Source
The Heath with a Movie Organ: The Film The Heath is Green
For a few moments in this film, you might think it does justice to the beauty and melancholy of the heathlands. There are occasional images that, even in color, give you a sense of its darksome allure, its expanse, its solitude. But then the postcard kitsch starts, the movie organ begins to wail, and that is that for the pleasant vision. In the opening credits, the names cleverly appear as if whittled in birchwood; and after all, what would the heath be without Hermann Löns! He is deployed zealously to the strumming of a guitar—it’s impossible to get The Heath is Green and Rosemarie, for whom my heart cried for seven years, out of one’s head. There are folk fairs with traditional costumes, and even displaced persons play a role—allowed to sing a song from the Sudetes Mountains. The script handles everything with speed and enthusiasm— the displaced landowner’s yearning for his property, the passion for hunting that turns him into a poacher, and, along the way, the entire knotty problem of refugees, dealt with summarily. That the whole thing is dished up with “heartache” and singsong (most delightful are the three vagabonds who also feature) is what makes it so annoying—but as experience tells us, probably only to a few. The masses will, as usual, be moved to see their favorites again—Willy Fritsch and Rudolf Prack, Sonja Ziemann, Maria Holst, Otto Gebühr, Hans Richter, Ernst Waldow and whatever the rest of them are called. (Director: Hans Deppe.) What else could you want? It’s all so lovely!
Source of original German text: “Heide mit Kino-Orgel: Der Film ‘Grün ist die Heide’,” Frankfurter Allgemeine Zeitung, November 19, 1951, p. 4.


PROBLEM TO WORK ON: When transcribing the entries, keep each one exactly as it is.

DATA FOR THE TASK START

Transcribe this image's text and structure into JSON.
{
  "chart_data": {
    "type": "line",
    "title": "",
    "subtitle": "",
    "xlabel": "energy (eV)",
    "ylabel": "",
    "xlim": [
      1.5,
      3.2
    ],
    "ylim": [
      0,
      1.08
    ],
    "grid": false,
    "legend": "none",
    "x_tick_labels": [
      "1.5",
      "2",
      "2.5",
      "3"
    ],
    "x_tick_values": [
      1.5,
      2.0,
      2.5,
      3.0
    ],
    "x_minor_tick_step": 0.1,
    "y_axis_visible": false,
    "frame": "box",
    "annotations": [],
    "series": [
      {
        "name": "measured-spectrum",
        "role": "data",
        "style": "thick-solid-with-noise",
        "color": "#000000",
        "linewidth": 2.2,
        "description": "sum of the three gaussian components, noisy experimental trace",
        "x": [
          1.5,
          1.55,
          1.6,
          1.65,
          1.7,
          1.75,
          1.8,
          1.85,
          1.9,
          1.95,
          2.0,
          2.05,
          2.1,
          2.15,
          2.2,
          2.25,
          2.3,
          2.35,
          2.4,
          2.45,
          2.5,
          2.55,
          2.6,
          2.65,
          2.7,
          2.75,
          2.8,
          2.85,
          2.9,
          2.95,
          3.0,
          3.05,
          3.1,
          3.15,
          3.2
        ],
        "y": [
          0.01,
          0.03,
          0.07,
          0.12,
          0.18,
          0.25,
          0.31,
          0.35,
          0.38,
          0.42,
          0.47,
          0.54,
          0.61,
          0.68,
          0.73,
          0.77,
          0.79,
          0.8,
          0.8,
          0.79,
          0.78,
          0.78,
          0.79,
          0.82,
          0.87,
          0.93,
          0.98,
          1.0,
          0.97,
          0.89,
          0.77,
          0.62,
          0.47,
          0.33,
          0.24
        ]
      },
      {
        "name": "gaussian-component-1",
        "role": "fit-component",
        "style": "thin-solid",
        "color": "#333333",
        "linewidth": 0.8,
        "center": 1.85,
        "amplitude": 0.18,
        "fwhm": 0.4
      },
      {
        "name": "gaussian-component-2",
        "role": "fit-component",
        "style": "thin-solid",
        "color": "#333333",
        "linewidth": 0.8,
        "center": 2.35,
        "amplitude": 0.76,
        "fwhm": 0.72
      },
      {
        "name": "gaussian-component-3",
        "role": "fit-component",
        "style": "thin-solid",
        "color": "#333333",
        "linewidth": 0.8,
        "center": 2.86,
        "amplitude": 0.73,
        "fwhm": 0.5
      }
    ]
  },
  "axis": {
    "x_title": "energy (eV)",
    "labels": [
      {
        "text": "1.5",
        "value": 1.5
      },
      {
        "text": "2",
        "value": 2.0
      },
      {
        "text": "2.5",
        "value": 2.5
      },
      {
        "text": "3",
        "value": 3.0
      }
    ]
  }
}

DATA FOR THE TASK END

EXERCISE RESPONSE:
Transcribe this image's text and structure into JSON.
{
  "chart_data": {
    "type": "line",
    "title": "",
    "subtitle": "",
    "xlabel": "energy (eV)",
    "ylabel": "",
    "xlim": [
      1.5,
      3.2
    ],
    "ylim": [
      0,
      1.08
    ],
    "grid": false,
    "legend": "none",
    "x_tick_labels": [
      "1.5",
      "2",
      "2.5",
      "3"
    ],
    "x_tick_values": [
      1.5,
      2.0,
      2.5,
      3.0
    ],
    "x_minor_tick_step": 0.1,
    "y_axis_visible": false,
    "frame": "box",
    "annotations": [],
    "series": [
      {
        "name": "measured-spectrum",
        "role": "data",
        "style": "thick-solid-with-noise",
        "color": "#000000",
        "linewidth": 2.2,
        "description": "sum of the three gaussian components, noisy experimental trace",
        "x": [
          1.5,
          1.55,
          1.6,
          1.65,
          1.7,
          1.75,
          1.8,
          1.85,
          1.9,
          1.95,
          2.0,
          2.05,
          2.1,
          2.15,
          2.2,
          2.25,
          2.3,
          2.35,
          2.4,
          2.45,
          2.5,
          2.55,
          2.6,
          2.65,
          2.7,
          2.75,
          2.8,
          2.85,
          2.9,
          2.95,
          3.0,
          3.05,
          3.1,
          3.15,
          3.2
        ],
        "y": [
          0.01,
          0.03,
          0.07,
          0.12,
          0.18,
          0.25,
          0.31,
          0.35,
          0.38,
          0.42,
          0.47,
          0.54,
          0.61,
          0.68,
          0.73,
          0.77,
          0.79,
          0.8,
          0.8,
          0.79,
          0.78,
          0.78,
          0.79,
          0.82,
          0.87,
          0.93,
          0.98,
          1.0,
          0.97,
          0.89,
          0.77,
          0.62,
          0.47,
          0.33,
          0.24
        ]
      },
      {
        "name": "gaussian-component-1",
        "role": "fit-component",
        "style": "thin-solid",
        "color": "#333333",
        "linewidth": 0.8,
        "center": 1.85,
        "amplitude": 0.18,
        "fwhm": 0.4
      },
      {
        "name": "gaussian-component-2",
        "role": "fit-component",
        "style": "thin-solid",
        "color": "#333333",
        "linewidth": 0.8,
        "center": 2.35,
        "amplitude": 0.76,
        "fwhm": 0.72
      },
      {
        "name": "gaussian-component-3",
        "role": "fit-component",
        "style": "thin-solid",
        "color": "#333333",
        "linewidth": 0.8,
        "center": 2.86,
        "amplitude": 0.73,
        "fwhm": 0.5
      }
    ]
  },
  "axis": {
    "x_title": "energy (eV)",
    "labels": [
      {
        "text": "1.5",
        "value": 1.5
      },
      {
        "text": "2",
        "value": 2.0
      },
      {
        "text": "2.5",
        "value": 2.5
      },
      {
        "text": "3",
        "value": 3.0
      }
    ]
  }
}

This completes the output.